Lesli Linka Glatter Memories Directing The Walking Dead

Gene Page/AMC

The Walking Dead

Episode directed: “The Suicide King” (Season 3, Episode 9)

“I don’t usually think of myself directing in the horror genre. It’s not really my area, but I loved The Walking Dead. To me, what it looks like is thematically if everything you know about your culture is stripped away, what are you left with? Who will you become? That’s what I loved about [it]. What are we as a culture and as human beings if all of these conventions of our normal life are taken away? What do we become? Do we rise up and become more magnanimous and generous? Do we degenerate into our own self-protection?”

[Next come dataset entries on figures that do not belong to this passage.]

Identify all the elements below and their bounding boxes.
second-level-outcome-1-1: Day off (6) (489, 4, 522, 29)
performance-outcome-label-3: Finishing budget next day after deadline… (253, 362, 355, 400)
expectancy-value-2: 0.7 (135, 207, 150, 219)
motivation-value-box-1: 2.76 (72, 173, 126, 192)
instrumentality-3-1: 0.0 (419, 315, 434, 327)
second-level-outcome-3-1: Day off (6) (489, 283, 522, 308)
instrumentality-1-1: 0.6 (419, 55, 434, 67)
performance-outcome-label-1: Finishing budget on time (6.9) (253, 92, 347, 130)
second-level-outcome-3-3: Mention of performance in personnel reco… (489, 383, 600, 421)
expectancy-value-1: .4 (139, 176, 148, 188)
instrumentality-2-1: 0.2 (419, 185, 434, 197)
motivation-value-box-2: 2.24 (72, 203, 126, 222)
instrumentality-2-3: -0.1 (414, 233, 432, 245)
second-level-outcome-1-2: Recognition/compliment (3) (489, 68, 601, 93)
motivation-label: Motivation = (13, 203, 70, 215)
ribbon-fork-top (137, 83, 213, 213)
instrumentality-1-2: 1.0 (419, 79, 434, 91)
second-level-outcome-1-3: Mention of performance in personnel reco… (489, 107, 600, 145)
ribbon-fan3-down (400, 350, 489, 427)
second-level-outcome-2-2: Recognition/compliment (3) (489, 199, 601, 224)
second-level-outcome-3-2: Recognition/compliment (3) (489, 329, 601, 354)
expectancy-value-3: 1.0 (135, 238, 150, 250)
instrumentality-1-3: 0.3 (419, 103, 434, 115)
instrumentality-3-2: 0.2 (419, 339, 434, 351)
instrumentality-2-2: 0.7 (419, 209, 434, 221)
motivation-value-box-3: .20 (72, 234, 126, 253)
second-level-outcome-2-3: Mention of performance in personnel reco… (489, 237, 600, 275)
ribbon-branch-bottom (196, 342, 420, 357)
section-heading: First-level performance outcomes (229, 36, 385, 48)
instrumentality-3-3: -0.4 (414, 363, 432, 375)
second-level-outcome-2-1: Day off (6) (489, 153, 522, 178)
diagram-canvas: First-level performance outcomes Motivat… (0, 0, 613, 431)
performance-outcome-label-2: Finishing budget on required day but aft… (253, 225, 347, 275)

Lesli Linka Glatter Memories Directing The Leftovers

Ben King / ©HBO / courtesy Everett Collection

The Leftovers

Episode directed: “B.J. and the A.C.” (Season 1, Episode 4)

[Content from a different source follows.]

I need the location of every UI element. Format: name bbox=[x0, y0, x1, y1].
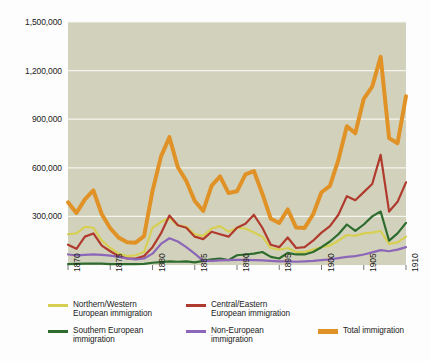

“What an amazing series, looking at these profound…. It’s a little similar thematically to The Walking Dead but couldn’t be more different in how it’s manifested. If something happens that is so out of our norm and cannot be explained, how do we humans deal with it? What are we left with? How do we proceed? How do we go back to some sort of normalcy once everything about your world is shaken?”

Lesli Linka Glatter Memories Directing Ray Donovan

Michael Desmond/©Showtime/courtesy Everett Collection

Ray Donovan

Episodes directed: “New Birthday” (Season 1, Episode 7) and “Breakfast of Champions” (Season 3, Episode 4)

“Like the Gilmore Girls really looks at mother-daughter and all the levels of that, Ray Donovan is so much about family and the father, the power of the father and the brothers and how you embrace your own authenticity and how difficult that can be. But here we have a main character, Ray, who is so layered and complicated, who’s a fixer, but he has so much in his past that has not been navigated at all. I loved these shows that have these complicated main characters.”